I’m sitting on the fence at the moment. I’m highly tempted to buy the Yubikey Bio but that will be my third Yubikey which seems somewhat excessive. I also forget which websites use which key so adding another one is going to be a juggling act.
On the other hand, it offers great protection even if I leave my key in a bad place as it’ll still require my fingerprint which is important to me. What are your thoughts on the Yubikey Bio?
I just got one of those - YubiKey 5C Bio, to work along with a few older FIDO2 keys I already have.
I like the idea that you can steal the key and even if you know what it is, you’re going nowhere fast unless you stole the correct finger as well.
As far as I can tell it works like my old standard FIDO2 keys, so I just have to replace those with this in various sites and it’s all good.
You can store Passkeys on the key… which I can’t do with those old keys, so now instead of username + password + key, I can sign in with key +fingerprint, which is neat.
I previously used Bitwarden with FIDO2, then got the un&pwd from that, then used the site’s 2FA. This is simpler and not less secure, I think.
As most sites don’t even support FIDO2, never mind Passkeys, you still need Bitwarden, but that does support Passkeys properly.
Some sites use the word “Passkey” to mean “FIDO2 key”, it’s a bit confusing. One’s a 2FA token, the other is the entire token you need.
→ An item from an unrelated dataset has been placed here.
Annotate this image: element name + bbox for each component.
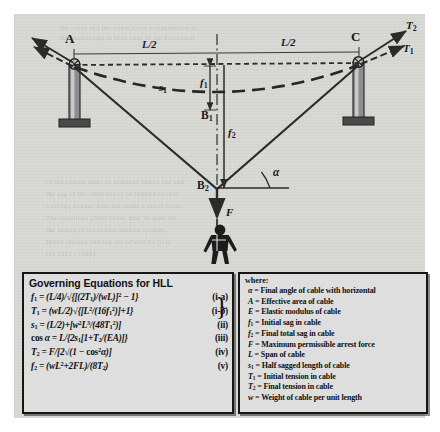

A good example is GitHub and GitLab - both will work with the Bio key, both claim “PassKey” support, but the former generates a passkey on the Yubikey, but the latter does not, instead using it as an ordinary key.
I’m still migrating stuff, but it’s a good excuse to review my accounts across the piece.
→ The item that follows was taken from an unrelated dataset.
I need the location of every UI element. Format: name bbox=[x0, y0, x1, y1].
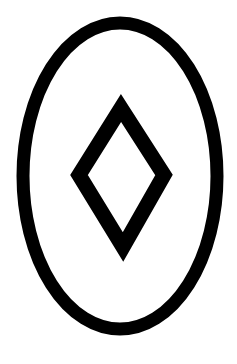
diamond-outline-icon bbox=[79, 108, 164, 247]
ellipse-diamond-symbol bbox=[0, 0, 237, 364]
ellipse-outline-icon bbox=[23, 23, 217, 329]
symbol-canvas bbox=[0, 0, 237, 364]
Bitwarden’s “you’re not using 2FA” report seems a bit broken; it should allow you to at least say “yes a am, please do not nag me about something I already did”.
I can’t see how they’d know, but a report listing sites you can use a true Passkey on would be useful.
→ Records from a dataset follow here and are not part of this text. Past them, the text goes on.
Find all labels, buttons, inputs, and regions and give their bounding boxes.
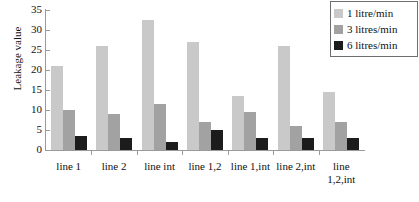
y-axis-tick-label: 30 (20, 24, 42, 35)
legend-label: 6 litres/min (347, 40, 397, 51)
x-axis-tick-mark (91, 150, 92, 155)
bar (142, 20, 154, 150)
bar-group (273, 10, 318, 150)
bar (302, 138, 314, 150)
plot-area (46, 10, 364, 150)
y-axis-tick-label: 15 (20, 84, 42, 95)
x-axis-category-label: line int (137, 160, 182, 173)
bar-group (182, 10, 227, 150)
bar (96, 46, 108, 150)
bar-group (137, 10, 182, 150)
y-axis-tick-mark (46, 10, 50, 11)
bar-chart: Leakage value 05101520253035 line 1line … (0, 0, 419, 202)
y-axis-tick-labels: 05101520253035 (0, 0, 42, 202)
y-axis-tick-mark (46, 30, 50, 31)
y-axis-tick-label: 20 (20, 64, 42, 75)
x-axis-category-labels: line 1line 2line intline 1,2line 1,intli… (46, 160, 364, 202)
bar (335, 122, 347, 150)
x-axis-category-label: line 2 (91, 160, 136, 173)
y-axis-tick-label: 0 (20, 144, 42, 155)
bar (290, 126, 302, 150)
x-axis-category-label: line 1,2 (182, 160, 227, 173)
y-axis-tick-label: 10 (20, 104, 42, 115)
y-axis-tick-mark (46, 50, 50, 51)
bar-group (91, 10, 136, 150)
bar (108, 114, 120, 150)
x-axis-tick-mark (182, 150, 183, 155)
y-axis-tick-mark (46, 150, 50, 151)
y-axis-tick-label: 35 (20, 4, 42, 15)
y-axis-tick-mark (46, 130, 50, 131)
x-axis-tick-mark (319, 150, 320, 155)
bar (199, 122, 211, 150)
y-axis-tick-mark (46, 70, 50, 71)
legend-label: 3 litres/min (347, 24, 397, 35)
bar (75, 136, 87, 150)
bar (278, 46, 290, 150)
bar (256, 138, 268, 150)
y-axis-tick-mark (46, 110, 50, 111)
x-axis-category-label: line 1 (46, 160, 91, 173)
legend-label: 1 litre/min (347, 8, 393, 19)
x-axis-tick-mark (137, 150, 138, 155)
legend-item: 1 litre/min (334, 5, 415, 21)
bar (232, 96, 244, 150)
bar (323, 92, 335, 150)
x-axis-category-label: line 2,int (273, 160, 318, 173)
bar-group (46, 10, 91, 150)
x-axis-tick-mark (228, 150, 229, 155)
bar (187, 42, 199, 150)
bar (211, 130, 223, 150)
legend-swatch-icon (334, 25, 343, 34)
x-axis-category-label: line 1,int (228, 160, 273, 173)
legend: 1 litre/min3 litres/min6 litres/min (330, 1, 418, 57)
y-axis-tick-label: 25 (20, 44, 42, 55)
bar (154, 104, 166, 150)
y-axis-tick-mark (46, 90, 50, 91)
bar (347, 138, 359, 150)
legend-swatch-icon (334, 9, 343, 18)
bar-group (228, 10, 273, 150)
legend-item: 6 litres/min (334, 37, 415, 53)
legend-item: 3 litres/min (334, 21, 415, 37)
x-axis-category-label: line1,2,int (319, 160, 364, 186)
bar (120, 138, 132, 150)
y-axis-tick-label: 5 (20, 124, 42, 135)
bar (166, 142, 178, 150)
bar (244, 112, 256, 150)
x-axis-line (45, 150, 365, 151)
bar (51, 66, 63, 150)
x-axis-tick-mark (273, 150, 274, 155)
legend-swatch-icon (334, 41, 343, 50)
bar (63, 110, 75, 150)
This is unlikely to help OP, but as this 2022 thread is now resurrected after almost 3 years, I will offer my own experience in case it is helpful to somebody else:
You can enroll up to five fingerprints.
The biometric user verification falls back to a regular Yubikey PIN after 3 failed attempts to match the fingerprint to one of the enrolled fingerprints.
Fingerprint match failure is not uncommon, and happens frequently in the winter, or if you do not properly touch the fingerprint sensor and its bezel.
While in PIN-only mode, the Yubikey will lock itself after 8 failed PIN entries (just like a regular Yubikey).
Unlike a regular Yubikey, which can be used without a PIN if the relying party does not require User Verification, using the Yubikey Bio always requires User Verification (in the form of a fingerprint or PIN), independent of the relying party’s requirements.
If you want to not have to worry about unauthorized use of the Yubikey (if lost, stolen, or accessed by someone else), then you need to set a sufficiently strong PIN.
In the most recent Yubikey firmware (5.7), the alwaysUV flag can be enabled (for non-Bio keys), but the current documentation for the Yubikey Bio states that “the YubiKey Bio implements always-on user verification” (and does not mention any option for disabling this requirement).
There is at least one scenario in which this cannot be done (FIPS140-3 Yubikeys), besides all keys with firmware prior to 5.5 (July, 2024). However, I’m curious about how/whether the toggle-always-uv would work with Bio key, since they had “Always UV” behavior even prior to the implementation of the alwaysUV flag in firmware version 5.5. Have you tested it?
Thanks for performing the test. So it seems that it did revert to checking user presence only (which is accomplished by touching the metal bezel around the fingerprint sensor on the Yubikey Bio). Although as you already noted in your original comment, it makes no sense to configure a Bio key in this way, with alwaysUV disabled.